We also have to stop passing the flag on ContainerOS, because it's set
in /etc/docker/default.json and it's now an error to pass the flag.
That in turn means we move those options to code, which are the last of
those legacy config options. (We still have a few tasks declaratively
defined though)
Kubernetes 1.9 changed the default for etcd-quorum-read flag value to
true, in the hope of fixing some of the edge-case controller issues.
However, while this is cheap on etcd3, that fix was not backported to
etcd2, and performance there of quorum reads is poor.
For non-HA clusters with etcd2, it still goes through raft, but does not
need to - we set etcd-quorum-read to false, as this is just a missed
optimization in etcd2.
For HA clusters with etcd2, it's trickier, but at least for now we're
going to avoid the (crippling) performance regression. kops 1.10 should
have etcd-manager (allowing upgrades to etcd3), and the ability to
configure IOPS on the etcd volume, so we can revisit this in 1.10 /
1.11.
The etcd-manager will (ideally) take over etcd management. To provide a
nice migration path, and because we want etcd backups, we're creating a
standalone image that just backs up etcd in the etcd-manager format.

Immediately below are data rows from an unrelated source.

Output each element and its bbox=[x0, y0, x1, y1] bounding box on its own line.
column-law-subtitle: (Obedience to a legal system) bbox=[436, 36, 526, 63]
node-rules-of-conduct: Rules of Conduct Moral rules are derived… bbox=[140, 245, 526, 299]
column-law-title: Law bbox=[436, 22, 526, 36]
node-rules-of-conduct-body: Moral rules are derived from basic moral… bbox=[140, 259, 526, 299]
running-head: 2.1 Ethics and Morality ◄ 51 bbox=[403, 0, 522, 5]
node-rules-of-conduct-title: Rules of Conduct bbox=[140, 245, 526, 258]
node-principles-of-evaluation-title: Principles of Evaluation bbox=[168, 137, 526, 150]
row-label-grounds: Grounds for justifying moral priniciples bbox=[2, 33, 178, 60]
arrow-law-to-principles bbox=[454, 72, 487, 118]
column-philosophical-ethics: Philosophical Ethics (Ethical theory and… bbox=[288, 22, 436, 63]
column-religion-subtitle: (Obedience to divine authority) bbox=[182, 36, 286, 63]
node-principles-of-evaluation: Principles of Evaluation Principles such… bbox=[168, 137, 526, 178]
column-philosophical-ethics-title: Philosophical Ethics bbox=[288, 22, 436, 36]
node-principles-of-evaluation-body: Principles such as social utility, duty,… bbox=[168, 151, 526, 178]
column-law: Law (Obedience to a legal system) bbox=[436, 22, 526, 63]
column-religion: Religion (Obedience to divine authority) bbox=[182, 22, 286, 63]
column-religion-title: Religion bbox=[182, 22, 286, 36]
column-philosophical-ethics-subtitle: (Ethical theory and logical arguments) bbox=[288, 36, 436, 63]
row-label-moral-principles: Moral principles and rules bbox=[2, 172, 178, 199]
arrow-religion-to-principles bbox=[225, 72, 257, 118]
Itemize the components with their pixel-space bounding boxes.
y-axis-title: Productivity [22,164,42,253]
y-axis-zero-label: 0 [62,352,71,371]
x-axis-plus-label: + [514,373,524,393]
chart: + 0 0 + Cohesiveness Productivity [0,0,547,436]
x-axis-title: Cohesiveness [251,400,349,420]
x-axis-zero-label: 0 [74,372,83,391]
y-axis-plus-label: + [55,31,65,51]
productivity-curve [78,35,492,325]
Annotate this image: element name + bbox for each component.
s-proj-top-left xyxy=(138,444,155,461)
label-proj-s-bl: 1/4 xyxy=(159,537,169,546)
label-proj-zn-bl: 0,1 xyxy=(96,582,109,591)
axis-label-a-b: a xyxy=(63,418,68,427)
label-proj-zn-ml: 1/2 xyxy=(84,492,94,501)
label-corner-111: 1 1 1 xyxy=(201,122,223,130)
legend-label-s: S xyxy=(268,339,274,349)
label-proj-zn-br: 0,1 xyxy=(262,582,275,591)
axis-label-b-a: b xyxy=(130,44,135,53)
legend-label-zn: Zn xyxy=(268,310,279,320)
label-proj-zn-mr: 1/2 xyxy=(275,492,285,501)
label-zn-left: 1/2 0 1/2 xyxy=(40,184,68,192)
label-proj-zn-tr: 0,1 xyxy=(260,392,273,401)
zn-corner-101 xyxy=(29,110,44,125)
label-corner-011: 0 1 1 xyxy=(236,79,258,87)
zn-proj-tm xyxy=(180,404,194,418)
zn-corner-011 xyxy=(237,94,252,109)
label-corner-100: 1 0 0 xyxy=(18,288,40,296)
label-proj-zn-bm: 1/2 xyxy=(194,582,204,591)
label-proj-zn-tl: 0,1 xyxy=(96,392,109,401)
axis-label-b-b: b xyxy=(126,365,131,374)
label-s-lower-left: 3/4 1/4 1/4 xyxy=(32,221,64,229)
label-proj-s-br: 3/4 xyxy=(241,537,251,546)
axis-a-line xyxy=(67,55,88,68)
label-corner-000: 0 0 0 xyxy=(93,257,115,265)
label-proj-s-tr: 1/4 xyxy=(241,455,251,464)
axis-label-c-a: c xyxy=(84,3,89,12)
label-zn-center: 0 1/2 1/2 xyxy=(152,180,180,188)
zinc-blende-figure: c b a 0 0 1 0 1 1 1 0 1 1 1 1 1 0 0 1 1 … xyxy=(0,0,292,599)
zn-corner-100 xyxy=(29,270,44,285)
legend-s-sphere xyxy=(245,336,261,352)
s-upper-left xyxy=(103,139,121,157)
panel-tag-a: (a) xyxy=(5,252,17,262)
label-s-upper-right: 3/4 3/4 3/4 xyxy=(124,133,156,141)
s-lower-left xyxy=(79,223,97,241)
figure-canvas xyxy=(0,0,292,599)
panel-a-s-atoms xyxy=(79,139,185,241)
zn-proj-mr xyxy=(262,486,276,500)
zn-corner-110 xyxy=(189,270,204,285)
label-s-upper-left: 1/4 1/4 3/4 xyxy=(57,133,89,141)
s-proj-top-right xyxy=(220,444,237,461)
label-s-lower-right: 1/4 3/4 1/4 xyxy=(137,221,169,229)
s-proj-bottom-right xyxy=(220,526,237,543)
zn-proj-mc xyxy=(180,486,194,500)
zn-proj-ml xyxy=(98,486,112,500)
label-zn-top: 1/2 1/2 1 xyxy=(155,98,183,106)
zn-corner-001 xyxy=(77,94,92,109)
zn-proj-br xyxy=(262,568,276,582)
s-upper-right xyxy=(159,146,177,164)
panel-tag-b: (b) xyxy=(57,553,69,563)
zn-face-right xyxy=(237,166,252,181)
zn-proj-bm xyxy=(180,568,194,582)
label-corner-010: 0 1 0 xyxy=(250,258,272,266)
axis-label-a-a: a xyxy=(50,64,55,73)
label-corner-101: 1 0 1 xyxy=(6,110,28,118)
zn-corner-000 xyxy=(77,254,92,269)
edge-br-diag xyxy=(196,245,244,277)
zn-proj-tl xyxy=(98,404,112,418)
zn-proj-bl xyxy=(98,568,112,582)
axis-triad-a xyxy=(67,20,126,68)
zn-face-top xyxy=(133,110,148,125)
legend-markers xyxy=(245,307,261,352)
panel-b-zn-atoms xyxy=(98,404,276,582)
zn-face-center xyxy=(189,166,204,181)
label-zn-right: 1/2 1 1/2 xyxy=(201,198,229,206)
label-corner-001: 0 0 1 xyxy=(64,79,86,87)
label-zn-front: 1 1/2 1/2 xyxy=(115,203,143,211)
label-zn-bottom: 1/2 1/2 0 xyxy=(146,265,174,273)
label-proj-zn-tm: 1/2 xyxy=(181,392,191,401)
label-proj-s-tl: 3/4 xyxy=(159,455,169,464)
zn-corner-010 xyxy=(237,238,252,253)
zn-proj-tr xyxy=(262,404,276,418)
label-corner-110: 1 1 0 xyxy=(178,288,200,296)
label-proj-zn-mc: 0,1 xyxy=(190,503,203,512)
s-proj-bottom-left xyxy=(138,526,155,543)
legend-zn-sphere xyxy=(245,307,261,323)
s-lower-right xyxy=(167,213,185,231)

This isn't really ready for actual usage, but should be harmless because
it runs as a sidecar container.
File assets and the SHA files are uploaded to the new location. Files
when are users uses s3 are upload public read only. The copyfile task
uses only the existing SHA value.
This PR include major refactoring of the use of URLs. Strings are no
longer categnated, but converted into a URL struct and path.Join is
utlilized.
A new values.go file is included so that we can start refactoring more
code out of the "fi" package.
A
Automatic merge from submit-queue.
Let a user set a hostnameOverride when the cloud provider is aws.
Let a user use the hostname or set a hostnameOverride when the cloud provider is aws. This would allow for a more descriptive name to be used. The name of the hosts when using @hostname can be set by using a hook or some other method.
Automatic merge from submit-queue.
Initial aggregation work
Create the keypairs, which are supposed to be signed by a different CA.
Set the `--requestheader-...` flags on apiserver.